03/29/2023
Of That City, the Heart
by Carl Phillips
You lived here once. City—remember?—
of formerly your own, of the forever beloved,
of the dead,
for some part of you, this part,
is dead, you have said so, and it is fitting:
a city of monuments, monuments to what is
gone, leaving us with our human need always
to impose on memory a body language, some
shape that holds.
I can picture you walking
this canal, this park, this predictably steep
gorge through which predictably runs a river,
in which river, earlier today, I saw stranded
a bent hubcap, spent condoms, a cup by
someone crushed, said enough to, tossed …

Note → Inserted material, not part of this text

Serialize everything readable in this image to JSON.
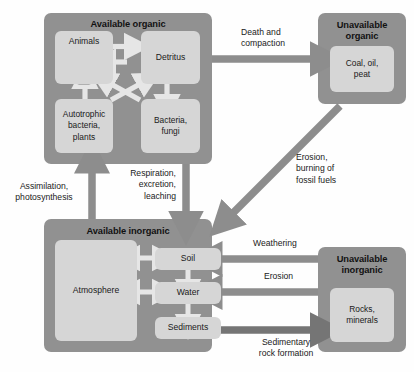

City in which—what happened? or did not
happen? what chance (of limbs, of spoils)
escaped you?
And yet … I have sometimes
imagined you nowhere happier than here, in
that time before me.
I can even, from what
little you have told me, imagine your first
coming here, trouble ahead but still far,
you innocent—of disappointment, still
clean. In those historical years preceding
the sufferings
of Christ, there were cities
whose precincts no one could enter unclean,
be their stains those of murder, defilement
of the wrong body, or at what was holy some
outrage. There were rituals for cleaning;
behind them, unshakeable laws, or—
they seemed so … But this city is not
ancient. And it is late inside a century
in which clean and unclean,
less and less,
figure. At this hour of sun, in clubs of
light, in broad beams failing, I do not
stop it: I love you. Let us finally, undaunted,
slow, with the slowness that a
jaded ease engenders, together
step into
—this hour, this sun: city of trumpets,
noteless now; of tracks whose end is here.
Join us April 10 to see CARL PHILLIPS and AMA CODJOE on stage together! In-person and online. Get your ticket now: https://www.92ny.org/event/ama-codjoe-and-carl-phillips
Online and in-person. Join us for readings by Ama Codjoe and Carl Phillips, two powerfully original voices in American poetry as they read from their new books.